/ 15 July 1994

Hidden Misery Behind SA’s Golden Heritage

As a new government commission prepares to examine mine safety, Vuyo Mvoko speaks to a victim of a mining disaster

A WARD at the Rand Mutual mine hospital in Johannesburg has, for nearly a quarter of a century, been “home” to paralysed migrant miner Marcelino Kangombe.

In 1971, he had been employed for only seven months when an underground rockburst at the Roodepoort Durban Deep mine left him paralysed from the neck down, sentencing him to life in an electric wheelchair.

In all the years he has been in hospital, he has not seen his wife or his son, who is now 29 years old. Kangombe left them at home in Owambo, Angola, and came to look for work in South African mines. He doesn’t even know whether they are alive or dead; he has heard of the civil war ravaging Angola.

“I pray to God to save at least those two souls, so I can see them when I return.”

Kangombe persistently wrote numerous letters to his family. All were returned undelivered, as letters were not delivered in the war-torn areas.

The hospital feeds him, and with the R500 disability grant he gets from the mine each month he has bought himself a hi-fi, mbube music cassettes and clothes.

Speaking in fanagalo, the mineworkers’ lingo, he said: “I can wear these clothes but women don’t see me. My son will never be able to inherit them either.”

To add to Kangombe’s troubles, he has heard Durban Deep is going to close, and he does not know what is going to happen to him then. He said doctors at the hospital were concerned about sending him home because of the uncertainty in Angola: “Otherwise, me, I want to go now.”

There are thousands of mine accident victims like Kangombe. Several hundred of them are to march on the Mineral and Energy Affairs’ offices in Johannesburg tomorrow. They aim to highlight their plight ahead of the opening on Monday of a government- appointed commission of inquiry into health and safety standards in South African mines.

It will mark the start of the 300 000-strong National Union of Mineworkers’ (NUM) mine safety campaign. Last year alone, of the 600 000 workers employed in the mining industry, 578 died and 8 532 were seriously injured in mine accidents.

Since the turn of the century, more than 69 000 mineworkers have died and more than a million have been seriously injured, according to NUM figures.

The commission of inquiry, chaired by retired judge Raymond Leon, consists of the United Kingdom’s ex-chief inspector of mines and quarries, Albert Davies; the United States’s Colorado School of Mines’ Miklos Salamon and South African occupational diseases specialist Anthony Davies.

After investigating the legal regulation of health and safety in mines the commission will make recommendations to the state president on the implementation and enforcement of improvements.

After barring journalists from going underground only two weeks ago, the Chamber of Mines this week laid on a two-day programme for them, to explain the “extremely complicated nature of the NUM’s recommendations”.

The NUM wants mine safety to override all economic arguments put forward by the mine managements, the union said in a statement this week.

In gold mines _ which employ 400 000 mainly unskilled workers _ most deaths are caused by rockfalls and rockbursts. The union says underground support techniques are inadequate. Some miners work at depths of between 3 000 and 3 500 metres; more than 30 have died in each of the six major disasters that have occurred in the past 10 years.

The NUM says workers have declared war on mine managements’ attitude of “work now, complain later”.

The union wants workers to have the right to refuse to do work or use equipment they believe is a threat to their safety. This includes exposure to chemicals, radiation, dust, noise and fumes.

Mine safety reform could mean considerable cost for the mining industry. But the NUM’s position is strengthened by a more labour-sensitive government now in power.

And with the recent readmission of South Africa to the International Labour Organisation, the government itself must now adhere to the ILO’s convention on mine health and safety, which the NUM helped formulate.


◆ **REQUIRED ACTION**
Leave out every picture, and return exactly the lines from the line containing "Search the screen for man." through the end of the records below, both inclusive.
- - -
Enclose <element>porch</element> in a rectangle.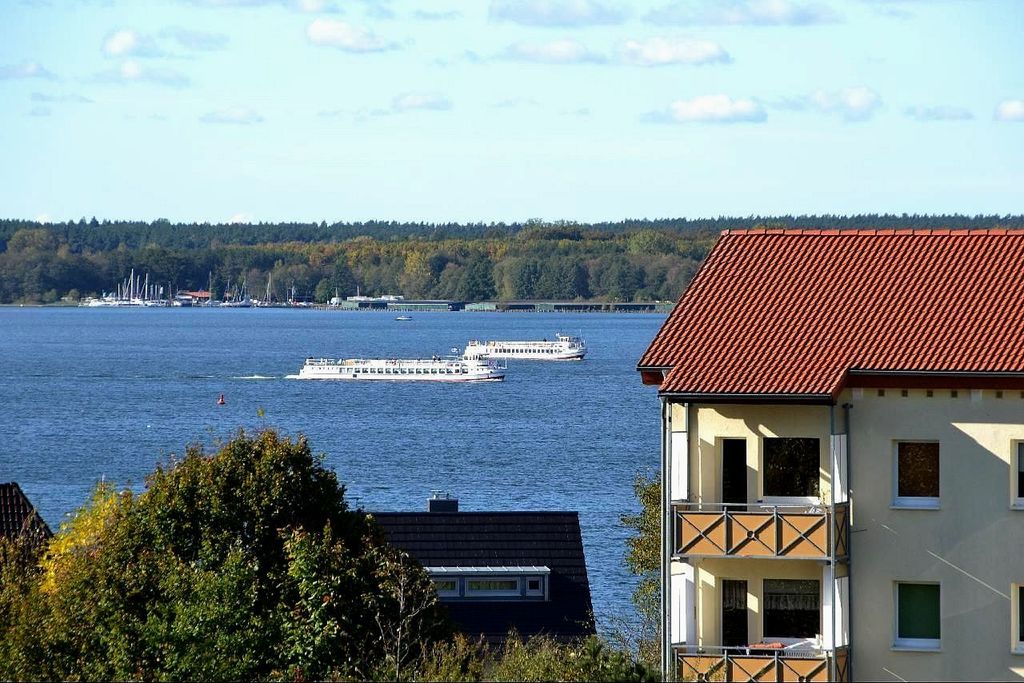
Rect(672, 636, 848, 682).
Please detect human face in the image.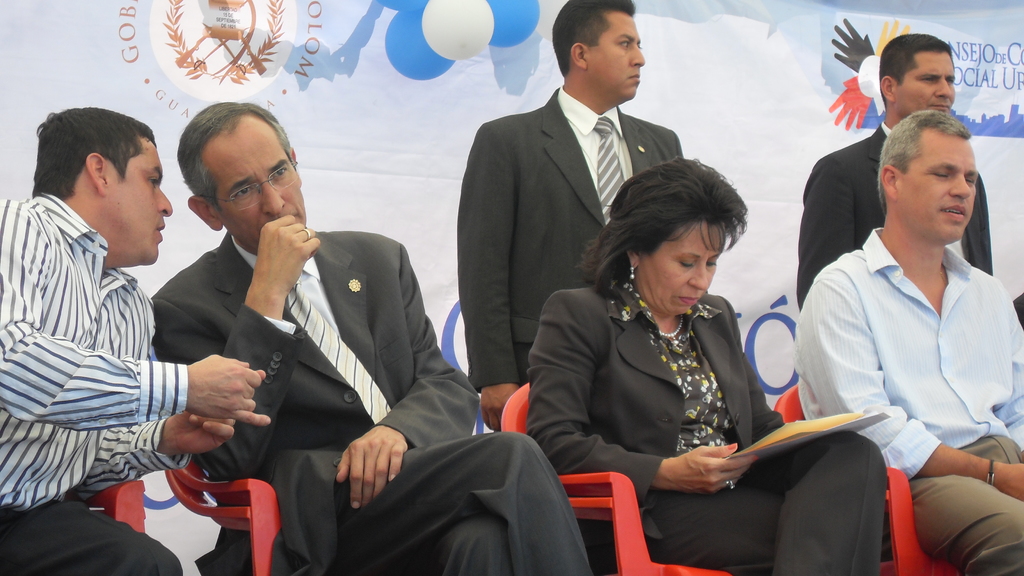
{"left": 636, "top": 222, "right": 725, "bottom": 317}.
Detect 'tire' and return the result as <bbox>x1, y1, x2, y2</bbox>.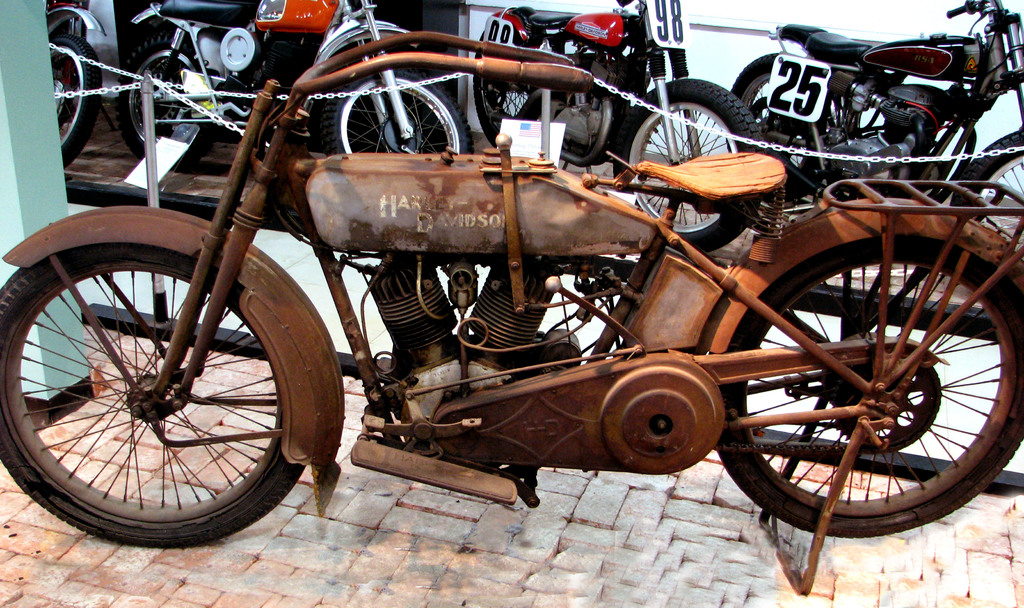
<bbox>13, 229, 317, 553</bbox>.
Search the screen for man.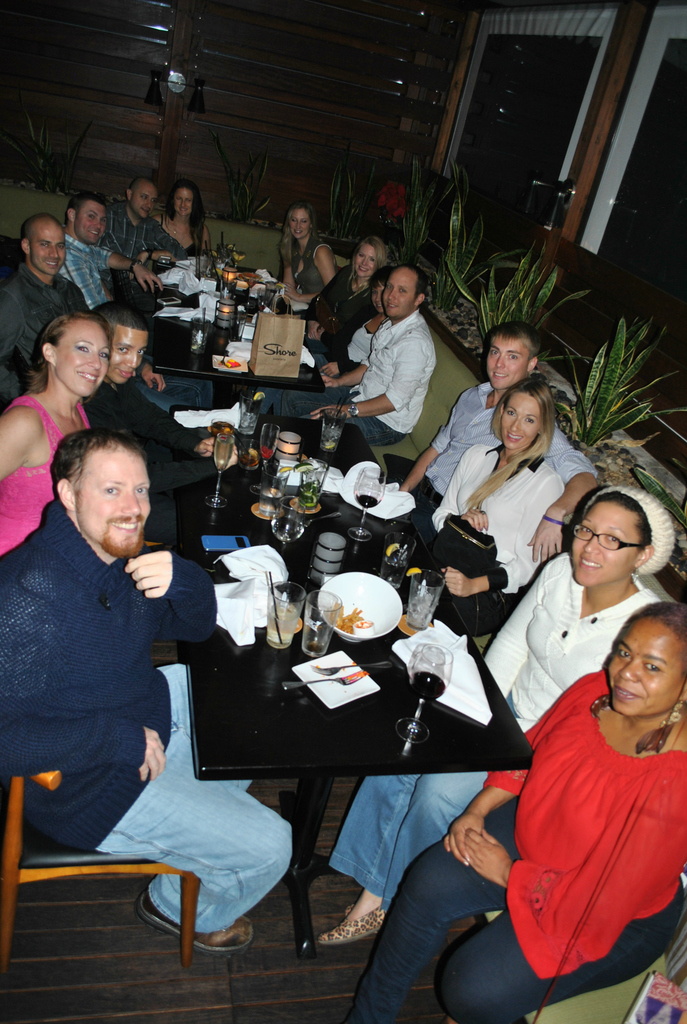
Found at box=[9, 412, 217, 908].
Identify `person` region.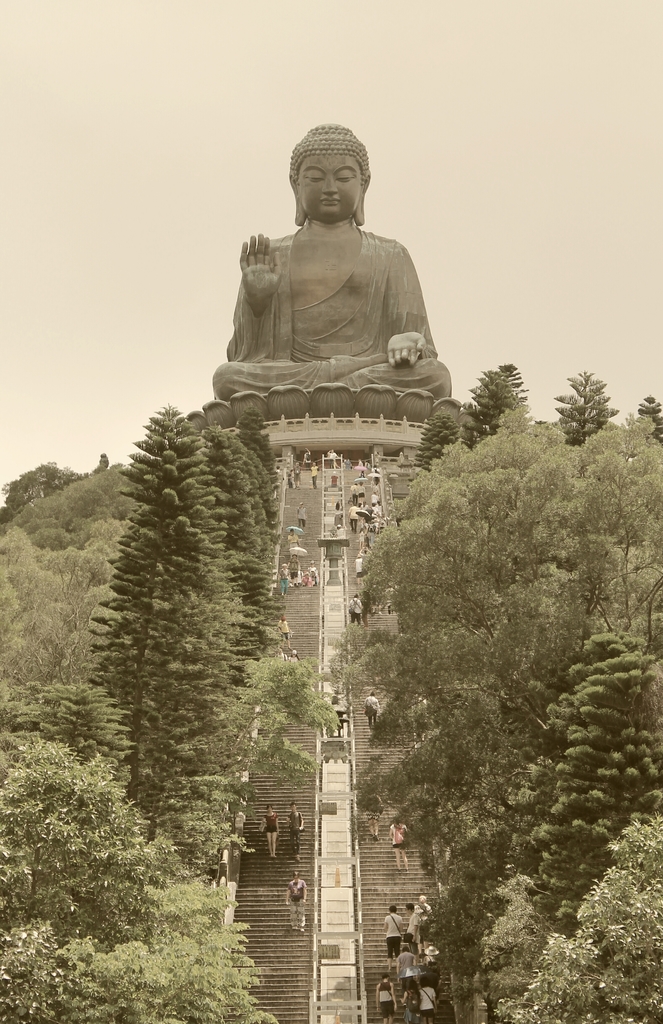
Region: box=[289, 803, 303, 862].
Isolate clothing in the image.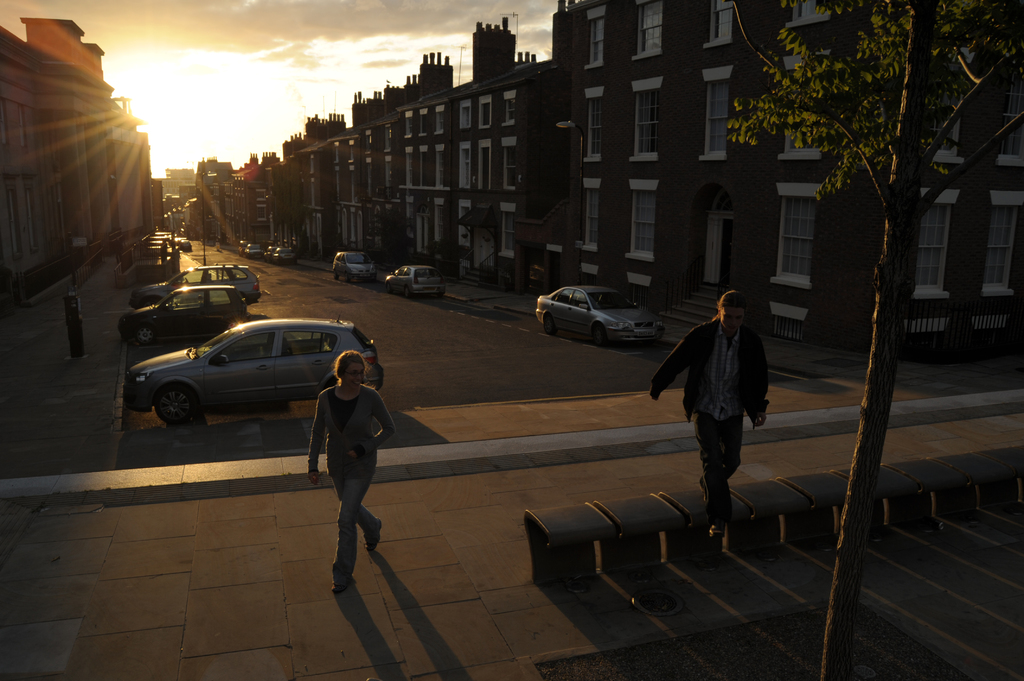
- - -
◆ **WRITTEN ANSWER**
Search the screen for man.
Found at box=[9, 412, 217, 908].
Identify `person` region.
Region: box=[289, 803, 303, 862].
Isolate clothing in the image.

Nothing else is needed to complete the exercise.